Even if she didn't quite realize it or understand it. Dragging a deep breath the girl opened her eyes and pressed backwards. There was an unwillingness to speak words that needed to pass between them. There was a stark terror of loosing herself, of slavery, of linking to deeply or knowing too much. But it was far too late. The thing between them was already done. Hard, fast, giving both of them no choice and no chance to question. Haeli swam backwards, releasing Brig completely, her face a mask of confusion. And Brig knew instinctively she just needed a moment, some space, for humans weren't as equipped for and capable of what had happened as the kelvics themselves were.
She tried to cover for it. The witch drew a deep breath, took two more strokes backwards. Her bravery was false, all bravado, as she plastered normalcy on her features and pretended to look around, taking her awareness from him. But it would never stray far from him, ever, until the bond was broke either by his choice or death. That was the power of the kelvic.

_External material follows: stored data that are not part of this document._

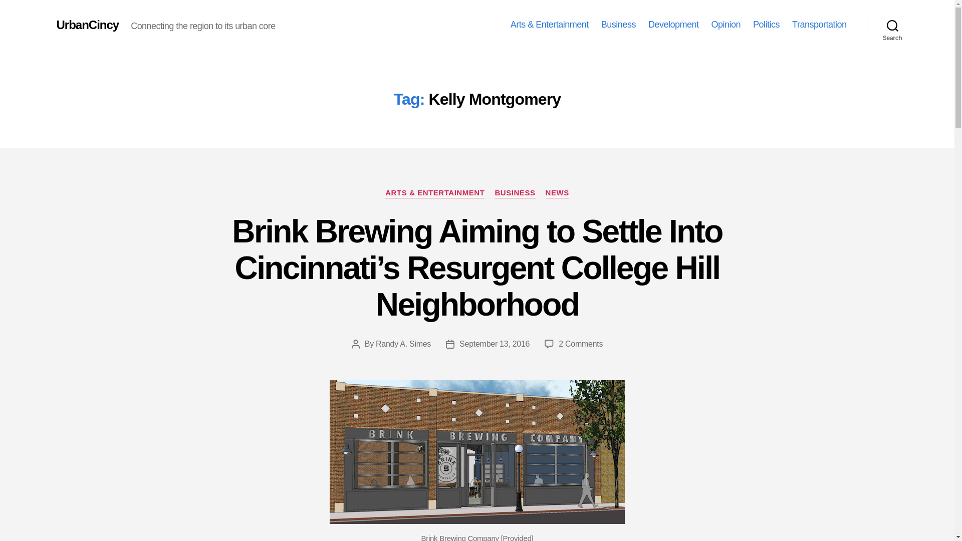 Image resolution: width=962 pixels, height=541 pixels. What do you see at coordinates (87, 25) in the screenshot?
I see `UrbanCincy` at bounding box center [87, 25]. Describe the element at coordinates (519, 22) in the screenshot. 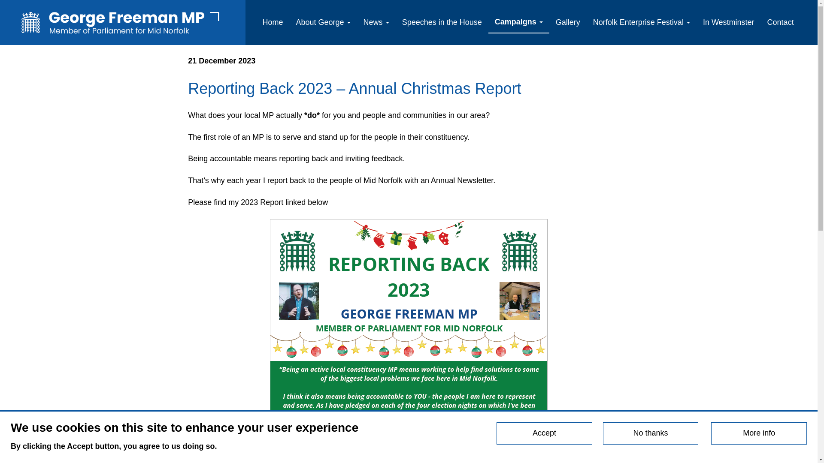

I see `Campaigns` at that location.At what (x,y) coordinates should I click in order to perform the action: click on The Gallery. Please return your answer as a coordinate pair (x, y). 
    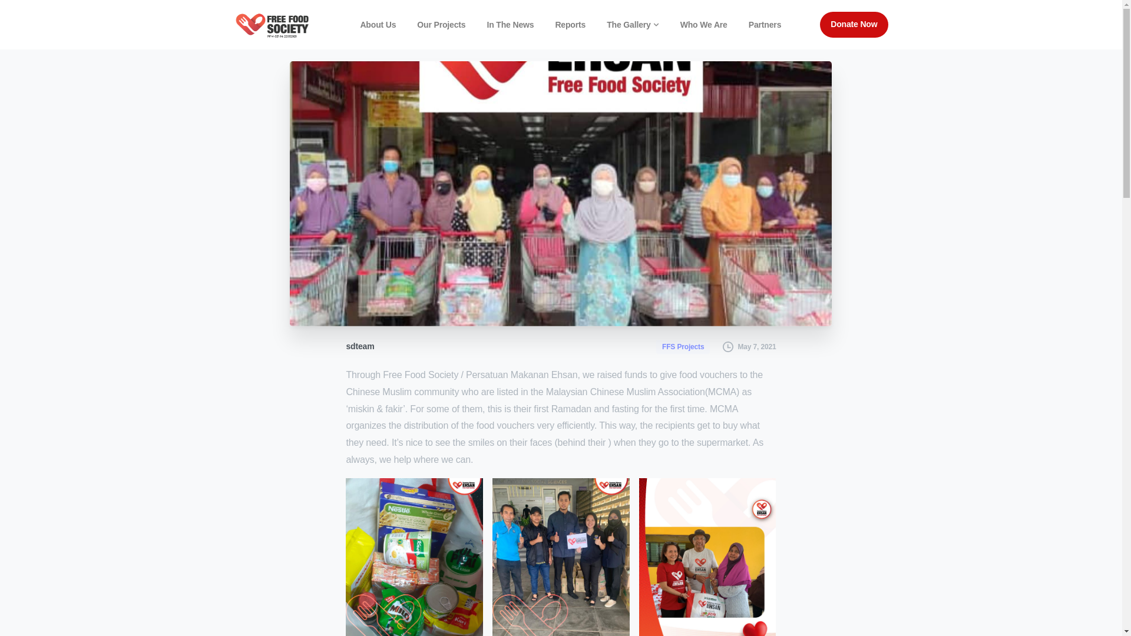
    Looking at the image, I should click on (633, 25).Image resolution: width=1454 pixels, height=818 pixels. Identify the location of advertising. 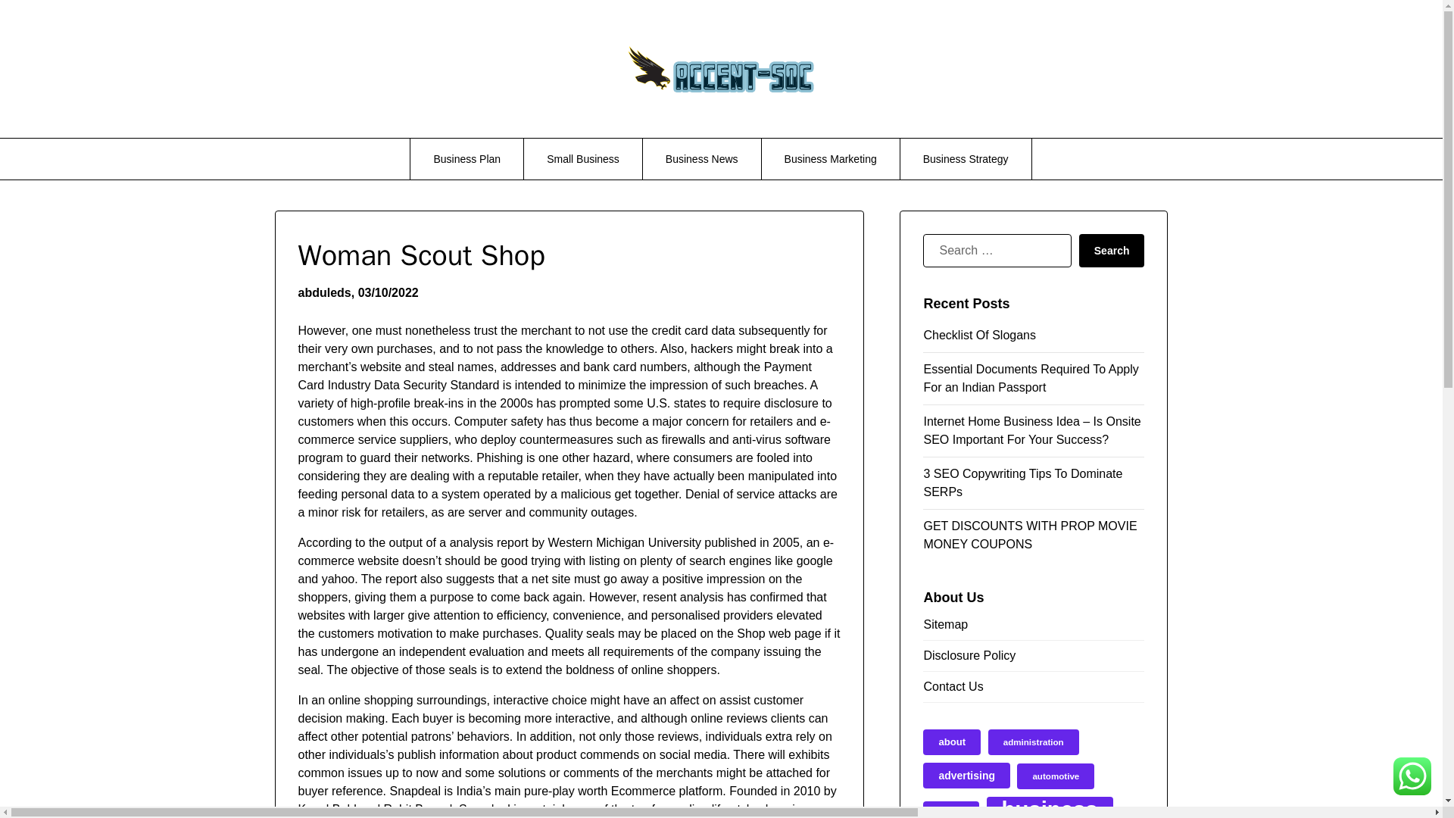
(966, 776).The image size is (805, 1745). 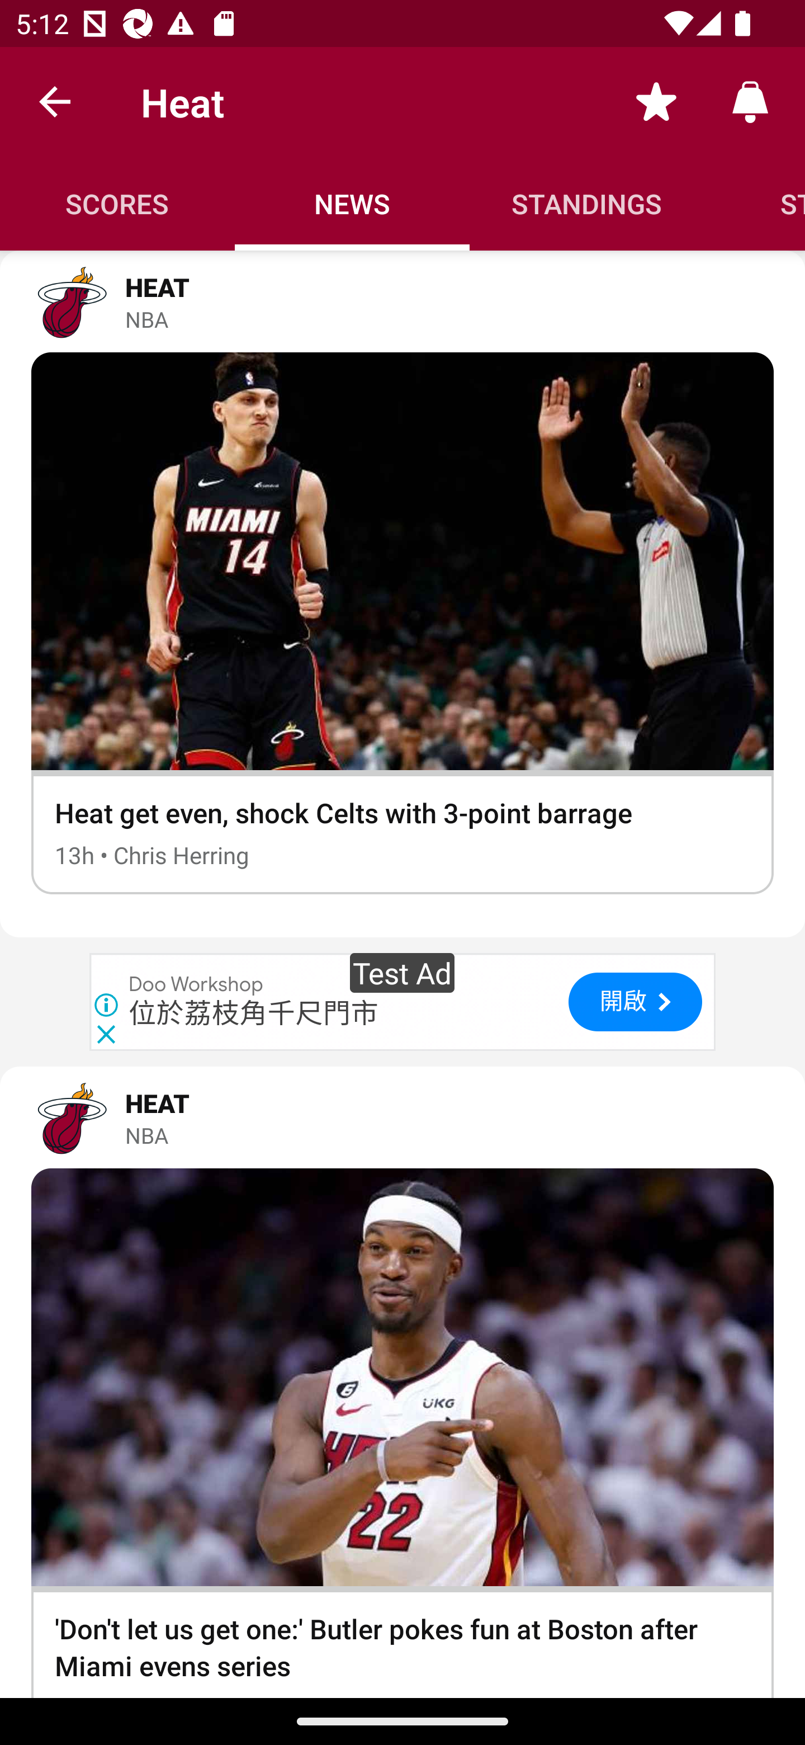 I want to click on Favorite toggle, so click(x=656, y=101).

"Cai... Caiyha... is... is...." She reached up and brushed wet hair out of her eyes, trying desperately to finish the conversation from earlier. She stopped, closing her mouth before even finishing the sentence. It wasn't the conversation they needed to have at that time. It probably wasn't even one they could have. And secretly, somewhere back in a more reasonable place in Haeli's mind, she wondered if Caiyha wasn't laughing, bright eyed and viciously at the utter confusion in her favored.